As illustrated in Figure 4, DQMAN outperforms IEEE 802.11 in all the considered scenarios. No only the saturation throughput is superior, but it is also more independent of the number of active stations. The saturation throughput of the IEEE 802.11 Standard drops dramatically as the number of active stations grows. For example, when 100 stations are considered, DQMAN attains 150% and 250% superior performance than the collision avoidance and basic access modes of the Standard, respectively. This is mainly due to the fact that the higher the number of stations, the higher the probability of collision. The probability of collision as a function of the number os stations is illustrated in Figure 5. Results show that the probability of collision can get close to 1 if the contention window size is not tuned dynamically. This is the reason why the 802.11 MAC protocol yields extremely poor performance for high number of stations.
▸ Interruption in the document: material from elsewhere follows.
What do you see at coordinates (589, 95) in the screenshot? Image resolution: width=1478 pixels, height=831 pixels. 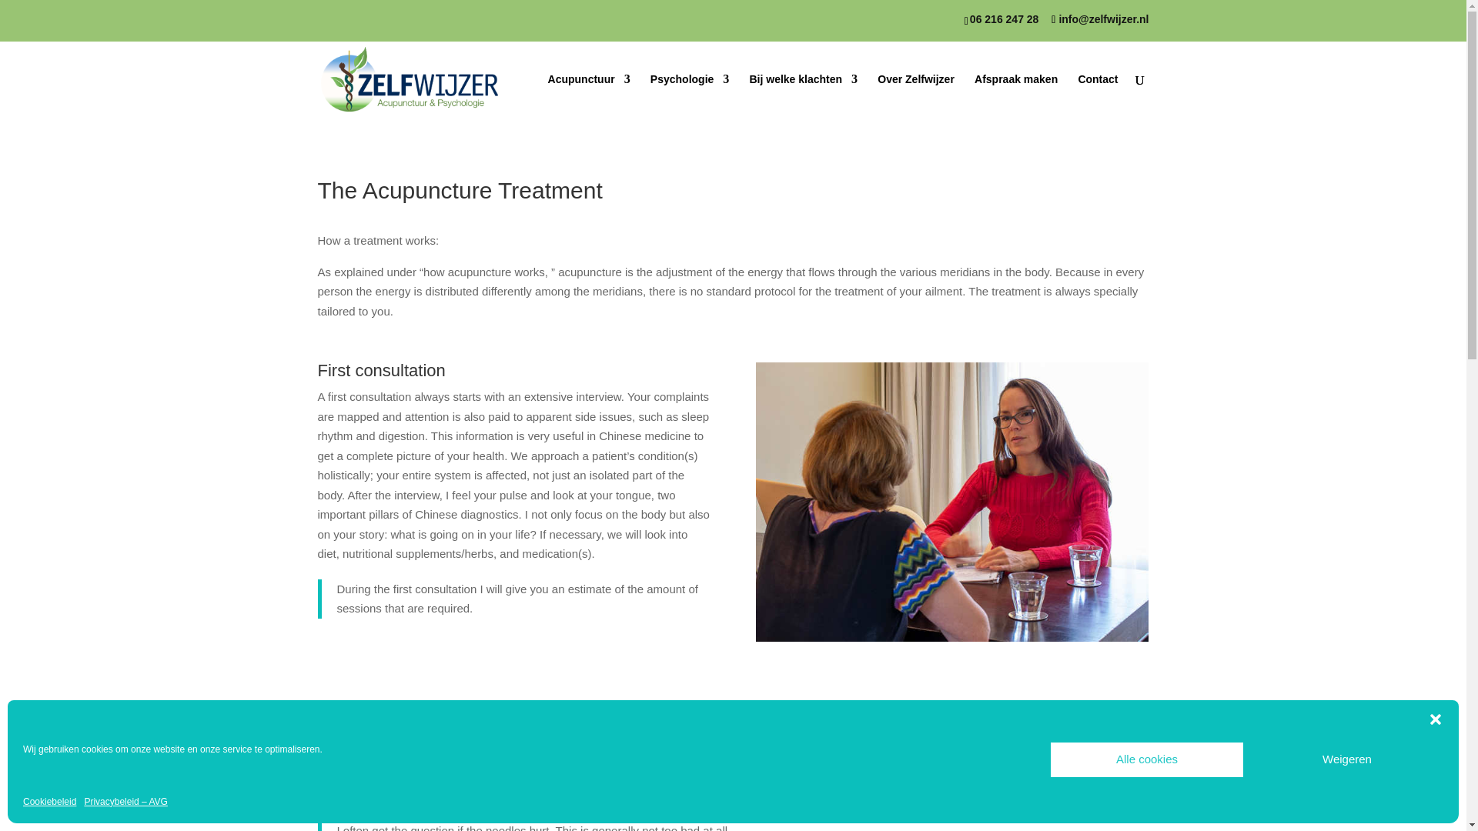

On the other hand, since the time devoted to contention in DQMAN is confined to clustering phases, a high probability of collision only causes a slight reduction of the saturation throughput. Therefore, the performance of DQMAN is less dependent of the configuration of the contention window. In addition, it is worth noting that when the number of active stations is low, e.g. 10 stations, a minimum performance improvement of at least 30% and 16% in terms of throughput is still present due to the lower overhead of DQMAN compared to the IEEE 802.11 Standard in the collision avoidance and basic access modes, respectively.

5

Conclusions

The dynamic and spontaneous nature of MANETs poses hard challenges in their management and efficient operation. Since there is neither previous infrastructure nor any central point of coordination, all the decisions must be made in a distributed manner among the stations forming the network. Self-configuring techniques constitute a powerful tool to improve the performance and scalability of such kind of networks. The most common implementation of self-configuration in the field of MANETs is the use of clustering algorithms through which mobile stations get organized into groups or clusters. We have presented in this paper the integration of a spontaneous and dynamic clustering algorithm into the MAC layer. Stations get access to the channel following a distributed contention-based access method. However, once they gain the control of the channel, they establish a temporary cluster structure where any infrastructure-based MAC protocol can be executed. Computer-based simulations show that the approach can enhance the performance of legacy 802.11 Standard networks up to 250%. Acknowledgments. This work has been partially funded by the research projects NEWCOM++ (IST-216715), LOOP (FIT-330215-2007-8), PERSEO (TEC2006-10459/TCM), COOLNESS (218163-FP7-PEOPLE-2007-3-1-IAPP), R2D2 (CP6-013), and CENTENO (TEC2008-06817-C02-02).